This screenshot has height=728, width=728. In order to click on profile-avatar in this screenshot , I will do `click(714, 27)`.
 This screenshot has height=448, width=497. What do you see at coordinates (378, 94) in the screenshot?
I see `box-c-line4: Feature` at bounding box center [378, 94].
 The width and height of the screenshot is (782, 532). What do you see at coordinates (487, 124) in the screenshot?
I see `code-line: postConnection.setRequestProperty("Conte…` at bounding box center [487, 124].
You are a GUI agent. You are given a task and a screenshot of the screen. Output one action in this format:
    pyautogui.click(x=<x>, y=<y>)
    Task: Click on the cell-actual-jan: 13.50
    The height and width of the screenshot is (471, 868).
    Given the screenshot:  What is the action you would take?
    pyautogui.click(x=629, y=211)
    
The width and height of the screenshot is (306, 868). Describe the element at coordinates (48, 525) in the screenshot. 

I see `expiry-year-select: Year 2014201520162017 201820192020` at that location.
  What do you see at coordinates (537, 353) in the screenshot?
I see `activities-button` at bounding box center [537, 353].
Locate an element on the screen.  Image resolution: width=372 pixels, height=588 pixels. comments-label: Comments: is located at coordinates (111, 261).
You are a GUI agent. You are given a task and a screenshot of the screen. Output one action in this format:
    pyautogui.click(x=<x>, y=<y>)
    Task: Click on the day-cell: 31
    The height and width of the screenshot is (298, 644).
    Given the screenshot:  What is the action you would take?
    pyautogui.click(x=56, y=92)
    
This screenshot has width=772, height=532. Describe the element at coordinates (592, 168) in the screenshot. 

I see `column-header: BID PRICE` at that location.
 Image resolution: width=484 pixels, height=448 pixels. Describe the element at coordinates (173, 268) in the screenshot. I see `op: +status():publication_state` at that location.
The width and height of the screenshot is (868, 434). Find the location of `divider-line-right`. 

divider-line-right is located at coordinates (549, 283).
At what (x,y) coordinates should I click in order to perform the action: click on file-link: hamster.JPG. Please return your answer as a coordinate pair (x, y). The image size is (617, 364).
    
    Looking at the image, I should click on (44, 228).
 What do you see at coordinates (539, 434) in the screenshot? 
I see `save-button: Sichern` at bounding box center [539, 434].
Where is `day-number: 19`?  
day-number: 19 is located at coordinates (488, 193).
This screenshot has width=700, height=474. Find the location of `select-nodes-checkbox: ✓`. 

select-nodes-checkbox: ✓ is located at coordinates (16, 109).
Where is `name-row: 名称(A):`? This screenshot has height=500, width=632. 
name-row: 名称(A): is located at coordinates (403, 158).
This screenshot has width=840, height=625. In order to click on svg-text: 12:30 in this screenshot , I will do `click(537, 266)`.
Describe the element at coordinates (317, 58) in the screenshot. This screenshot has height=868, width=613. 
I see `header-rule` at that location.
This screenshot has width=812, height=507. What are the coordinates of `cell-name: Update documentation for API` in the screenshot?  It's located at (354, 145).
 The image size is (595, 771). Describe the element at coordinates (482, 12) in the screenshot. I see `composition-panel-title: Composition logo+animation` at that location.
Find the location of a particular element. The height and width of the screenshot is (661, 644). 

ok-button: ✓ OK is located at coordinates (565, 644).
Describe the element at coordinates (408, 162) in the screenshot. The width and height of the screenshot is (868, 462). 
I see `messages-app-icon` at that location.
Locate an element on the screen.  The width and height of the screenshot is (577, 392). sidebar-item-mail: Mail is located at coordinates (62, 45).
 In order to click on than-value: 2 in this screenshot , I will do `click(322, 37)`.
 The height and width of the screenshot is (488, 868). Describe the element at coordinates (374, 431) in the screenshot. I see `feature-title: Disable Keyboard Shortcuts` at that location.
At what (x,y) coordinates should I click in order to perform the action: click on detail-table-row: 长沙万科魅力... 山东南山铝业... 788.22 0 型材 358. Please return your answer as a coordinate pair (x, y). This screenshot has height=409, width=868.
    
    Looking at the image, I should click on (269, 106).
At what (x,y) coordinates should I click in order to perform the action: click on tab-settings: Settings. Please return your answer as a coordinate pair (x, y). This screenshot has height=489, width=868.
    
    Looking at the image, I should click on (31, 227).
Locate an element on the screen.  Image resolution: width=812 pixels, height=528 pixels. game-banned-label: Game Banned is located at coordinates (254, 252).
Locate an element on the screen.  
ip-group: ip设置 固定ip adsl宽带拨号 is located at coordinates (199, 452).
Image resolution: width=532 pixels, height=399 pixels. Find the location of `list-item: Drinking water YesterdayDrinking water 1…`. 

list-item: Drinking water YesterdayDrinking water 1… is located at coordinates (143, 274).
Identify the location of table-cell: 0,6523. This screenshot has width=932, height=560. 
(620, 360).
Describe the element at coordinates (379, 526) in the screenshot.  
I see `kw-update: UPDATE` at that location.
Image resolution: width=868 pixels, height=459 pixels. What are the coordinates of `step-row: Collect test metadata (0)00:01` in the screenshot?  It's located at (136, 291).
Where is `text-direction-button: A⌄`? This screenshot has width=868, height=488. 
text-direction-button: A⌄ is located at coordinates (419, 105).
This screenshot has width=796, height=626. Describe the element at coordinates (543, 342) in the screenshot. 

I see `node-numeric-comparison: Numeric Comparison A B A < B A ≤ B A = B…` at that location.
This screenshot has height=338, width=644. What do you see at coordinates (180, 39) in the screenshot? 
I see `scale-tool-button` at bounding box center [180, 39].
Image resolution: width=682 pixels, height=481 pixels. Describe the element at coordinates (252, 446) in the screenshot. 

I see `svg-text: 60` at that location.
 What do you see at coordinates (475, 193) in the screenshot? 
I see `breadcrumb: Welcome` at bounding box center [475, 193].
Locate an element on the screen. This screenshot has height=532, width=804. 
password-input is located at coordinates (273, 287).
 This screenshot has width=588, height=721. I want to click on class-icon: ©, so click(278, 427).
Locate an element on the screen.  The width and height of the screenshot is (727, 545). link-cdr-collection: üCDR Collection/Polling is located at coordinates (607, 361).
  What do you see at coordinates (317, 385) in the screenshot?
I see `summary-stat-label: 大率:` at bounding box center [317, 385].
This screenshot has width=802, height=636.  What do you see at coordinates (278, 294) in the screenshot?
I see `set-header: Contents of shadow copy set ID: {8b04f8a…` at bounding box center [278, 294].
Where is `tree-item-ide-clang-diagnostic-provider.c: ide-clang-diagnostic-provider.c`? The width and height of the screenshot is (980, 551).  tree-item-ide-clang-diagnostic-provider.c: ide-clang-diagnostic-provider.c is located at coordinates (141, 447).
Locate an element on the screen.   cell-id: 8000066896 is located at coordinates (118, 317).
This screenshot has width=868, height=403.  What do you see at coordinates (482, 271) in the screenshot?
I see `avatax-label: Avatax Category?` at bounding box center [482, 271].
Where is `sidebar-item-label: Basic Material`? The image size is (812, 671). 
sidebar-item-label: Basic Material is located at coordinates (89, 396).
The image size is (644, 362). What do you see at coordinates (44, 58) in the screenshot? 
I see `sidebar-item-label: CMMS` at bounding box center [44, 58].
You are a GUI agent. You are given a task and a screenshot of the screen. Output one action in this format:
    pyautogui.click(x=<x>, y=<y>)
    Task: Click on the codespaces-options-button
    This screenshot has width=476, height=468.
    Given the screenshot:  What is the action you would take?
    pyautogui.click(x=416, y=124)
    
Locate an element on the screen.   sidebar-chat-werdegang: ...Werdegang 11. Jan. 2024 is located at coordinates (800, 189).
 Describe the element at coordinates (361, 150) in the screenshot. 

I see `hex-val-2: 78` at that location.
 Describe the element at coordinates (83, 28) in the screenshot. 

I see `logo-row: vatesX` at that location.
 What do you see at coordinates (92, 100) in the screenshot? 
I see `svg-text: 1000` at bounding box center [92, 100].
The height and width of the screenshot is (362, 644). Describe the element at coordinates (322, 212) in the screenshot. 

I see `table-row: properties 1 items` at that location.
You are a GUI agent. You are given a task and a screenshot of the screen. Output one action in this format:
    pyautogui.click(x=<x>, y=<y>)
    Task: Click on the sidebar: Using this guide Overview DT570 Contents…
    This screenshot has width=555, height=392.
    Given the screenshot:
****************
• _Directions for this task_
Retype, exactly as written, everything from the first line of the data above through the line containing "Task: Click on the cell-actual-jan: 13.50". Nothing else should appear.

• _Completed exercise_
This screenshot has height=728, width=728. In order to click on profile-avatar in this screenshot , I will do `click(714, 27)`.
 This screenshot has height=448, width=497. What do you see at coordinates (378, 94) in the screenshot?
I see `box-c-line4: Feature` at bounding box center [378, 94].
 The width and height of the screenshot is (782, 532). What do you see at coordinates (487, 124) in the screenshot?
I see `code-line: postConnection.setRequestProperty("Conte…` at bounding box center [487, 124].
You are a GUI agent. You are given a task and a screenshot of the screen. Output one action in this format:
    pyautogui.click(x=<x>, y=<y>)
    Task: Click on the cell-actual-jan: 13.50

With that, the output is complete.